Jason Lee spurned two of the chances through baffling negligence, but before that Des Lyttle had already narrowly missed sinking the ball into the far corner of goal with his hopeful lob. Lee then met an inviting cross from Ian Woan. Michael Oakes blocked him, but hardly had a moment to admire his work before Lee was coming at him again from beyond the penalty area. This time Oakes moved out bravely but rashly, leaving his goal almost empty. Lee slapped tamely at the ball and by then Carl Tiler had got back to clear from almost on the goal-line.

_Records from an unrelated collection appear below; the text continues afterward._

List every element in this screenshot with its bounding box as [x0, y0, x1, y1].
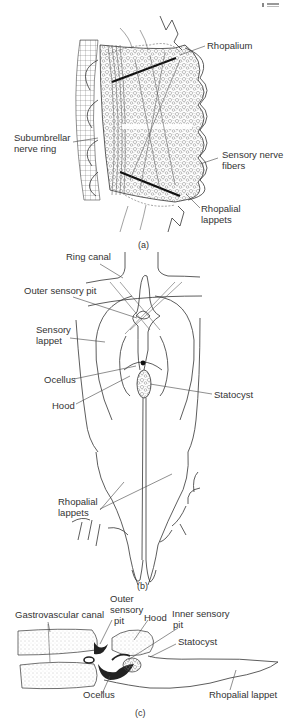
caption-a: (a): [138, 240, 149, 250]
caption-c: (c): [135, 708, 146, 718]
label-inner-sensory-pit-1: Inner sensory: [172, 608, 230, 619]
label-outer-sensory-pit-c-1: Outer: [110, 593, 134, 604]
panel-a-illustration: [76, 16, 207, 232]
panel-c-illustration: [18, 624, 278, 689]
page-number-fragment: [262, 3, 279, 7]
panel-b-illustration: [72, 252, 202, 585]
label-rhopalial-lappets-2: lappets: [201, 214, 232, 225]
figure-canvas: Rhopalium Subumbrellar nerve ring Sensor…: [0, 0, 296, 727]
label-subumbrellar-nerve-ring-2: nerve ring: [14, 143, 56, 154]
label-sensory-lappet-1: Sensory: [36, 324, 71, 335]
label-rhopalium: Rhopalium: [207, 40, 252, 51]
label-outer-sensory-pit: Outer sensory pit: [24, 285, 97, 296]
label-gastrovascular-canal: Gastrovascular canal: [15, 609, 104, 620]
label-hood-c: Hood: [144, 612, 167, 623]
label-sensory-nerve-fibers-2: fibers: [222, 160, 245, 171]
label-outer-sensory-pit-c-2: sensory: [110, 604, 144, 615]
label-subumbrellar-nerve-ring-1: Subumbrellar: [14, 132, 71, 143]
label-sensory-nerve-fibers-1: Sensory nerve: [222, 149, 283, 160]
label-outer-sensory-pit-c-3: pit: [114, 615, 124, 626]
label-rhopalial-lappet-c: Rhopalial lappet: [209, 689, 277, 700]
label-rhopalial-lappets-1: Rhopalial: [201, 203, 241, 214]
label-ring-canal: Ring canal: [66, 251, 111, 262]
ocellus-dot: [141, 361, 146, 366]
label-ocellus-b: Ocellus: [44, 374, 76, 385]
label-statocyst-c: Statocyst: [178, 636, 217, 647]
label-hood-b: Hood: [52, 400, 75, 411]
label-statocyst-b: Statocyst: [214, 389, 253, 400]
caption-b: (b): [137, 581, 148, 591]
label-rhopalial-lappets-b-1: Rhopalial: [58, 496, 98, 507]
label-ocellus-c: Ocellus: [83, 689, 115, 700]
label-inner-sensory-pit-2: pit: [173, 619, 183, 630]
label-sensory-lappet-2: lappet: [36, 335, 62, 346]
label-rhopalial-lappets-b-2: lappets: [58, 507, 89, 518]
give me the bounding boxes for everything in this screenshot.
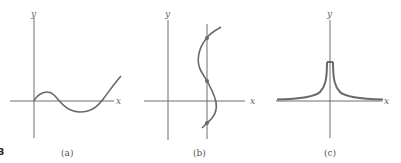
- panel-c: y x (c): [276, 9, 389, 158]
- panel-b-intersection-middle: [205, 79, 209, 83]
- panel-b-caption: (b): [193, 148, 206, 158]
- panel-b-curve: [198, 27, 221, 128]
- panel-a-curve: [34, 76, 121, 112]
- panel-c-caption: (c): [324, 148, 336, 158]
- panel-b-intersection-bottom: [205, 121, 209, 125]
- panel-b: y x (b): [144, 9, 255, 158]
- panel-c-x-label: x: [384, 96, 389, 106]
- panel-b-y-label: y: [164, 9, 171, 19]
- panel-b-x-label: x: [250, 96, 255, 106]
- panel-c-curve-left: [277, 62, 327, 100]
- figure-canvas: y x (a) y x (b) y x (c) 3: [0, 0, 401, 163]
- panel-b-intersection-top: [205, 36, 209, 40]
- panel-a-y-label: y: [30, 9, 37, 19]
- panel-a: y x (a): [10, 9, 121, 158]
- figure-number-fragment: 3: [0, 147, 4, 157]
- panel-c-y-label: y: [326, 9, 333, 19]
- panel-a-caption: (a): [61, 148, 73, 158]
- panel-a-x-label: x: [116, 96, 121, 106]
- panel-c-curve-right: [333, 62, 383, 100]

For 20 minutes, Villa rode their good fortune while Forest regretted their errors even more severely as, from a free-kick just outside their penalty area, the tireless Andy Townsend gently tapped the ball to Dwight Yorke whose shot broke the wall and struck Ugo Ehiogu on the shoulder, leaving the ball loose for Tiler to score off the fingertips of Mark Crossley.

Compensation should have come quickly for Forest but when Dean Saunders' friendly centre arrived in the penalty area, Lyttle lost sight of the ball. The cost of the mistake was not something Forest could afford.

The profusion of incidents belied the poverty of the football. Tommy Johnson set up plenty of openings for Villa while Saunders continued to seek out any number for Forest. When Johnson lifted the ball across the goalmouth, Yorke attempted an exaggerated scissor-kick that cut no ice. Saunders responded, breaking a way through defenders who were appealing for offside but Lee, at the far post, headed unconvincingly and Fernando Nelson cleared off the line.

Yorke soon had some more scissor-kicking practice. After 65 minutes, Townsend's corner saw Tiler loop a header towards Ehiogu, who beat Crossley easily, heading on for Yorke to achieve an ambitious overhead strike. this time it was spectacularly accurate and brought Villa's second goal.

In a forlorn attempt to revive their spirits, Forest called up Bryan Roy. He took an instant dislike to some committed tackling by Ian Taylor whose determination and sound positional sense in midfield should have been an example to Forest, whose second-half commitment was far from convincing.